Travel on any chair-lift with any guide and you'll usually gain some insight into a ski area's real life, if only from the animal tracks. (Skiers drop enough food to make it worthwhile for scavengers to follow the line of the lifts, as a guide once told me.) But there are some ski areas so obviously marked by human history that you don't need a guide.
Take for example Faqra, near Beirut, which must be the only resort to have parts of a Phoenician temple still standing on its slopes. Or Jahorina in Bosnia, marked by more recent history: set above the former Serb stronghold of Pale, outside Sarajevo, its facilities suffered considerable collateral damage from Nato bombers trying to hit a telecommunications mast.
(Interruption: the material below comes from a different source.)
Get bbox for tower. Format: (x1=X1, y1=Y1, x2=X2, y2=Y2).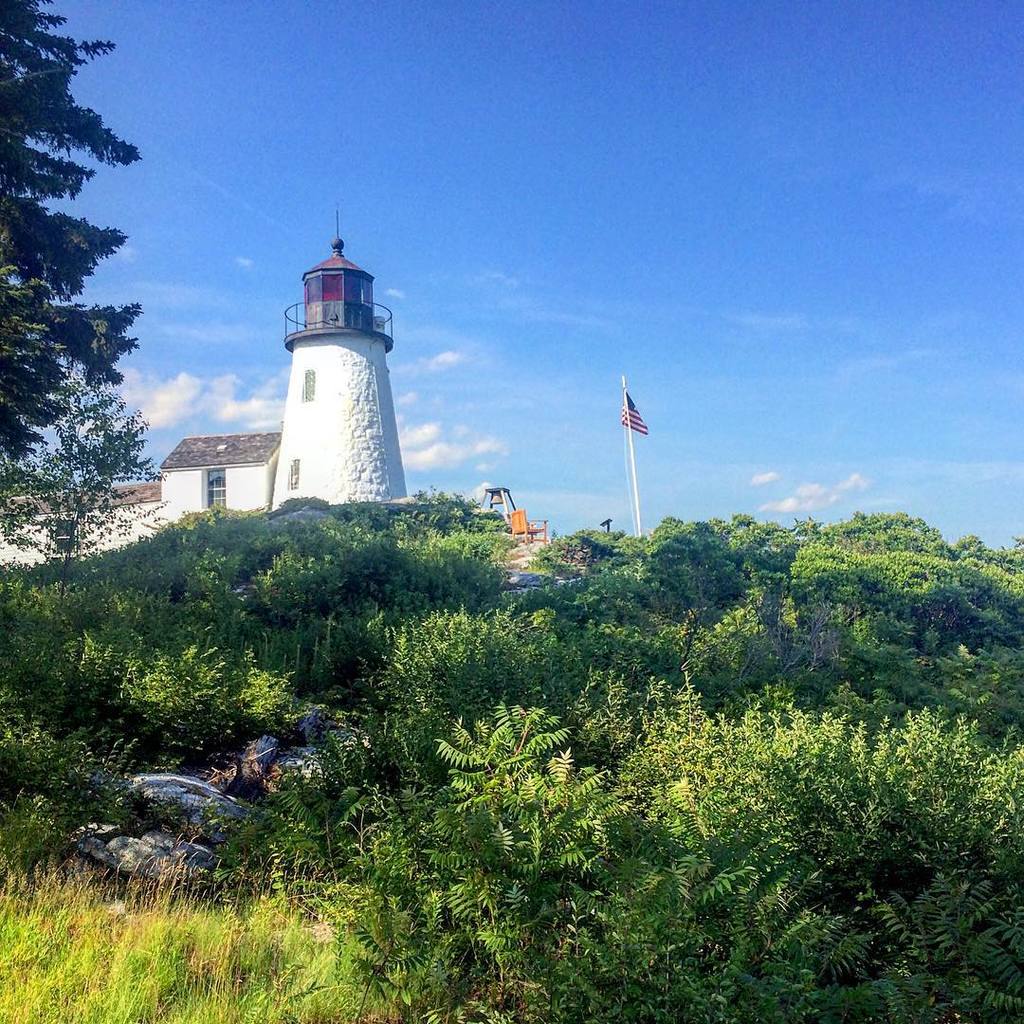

But the most remarkable resort for sightseeing on skis is Park City in Utah. In common with many North American ski destinations, its origins lie in mining; and it opened for skiing (in 1963) with a bizarre "lift" which carried skiers on a mine-train into the heart of the mountain, from where they were hoisted 520m up a shaft in a cage. But unlike other resorts, sleek-but-canny Park City hasn't cleared away the remains of its industrial past. Instead it has left eerie talisman – such as the slag-heap, conveyor and winding-tower alongside the Thaynes Canyon piste – just rotting away, to very evocative effect.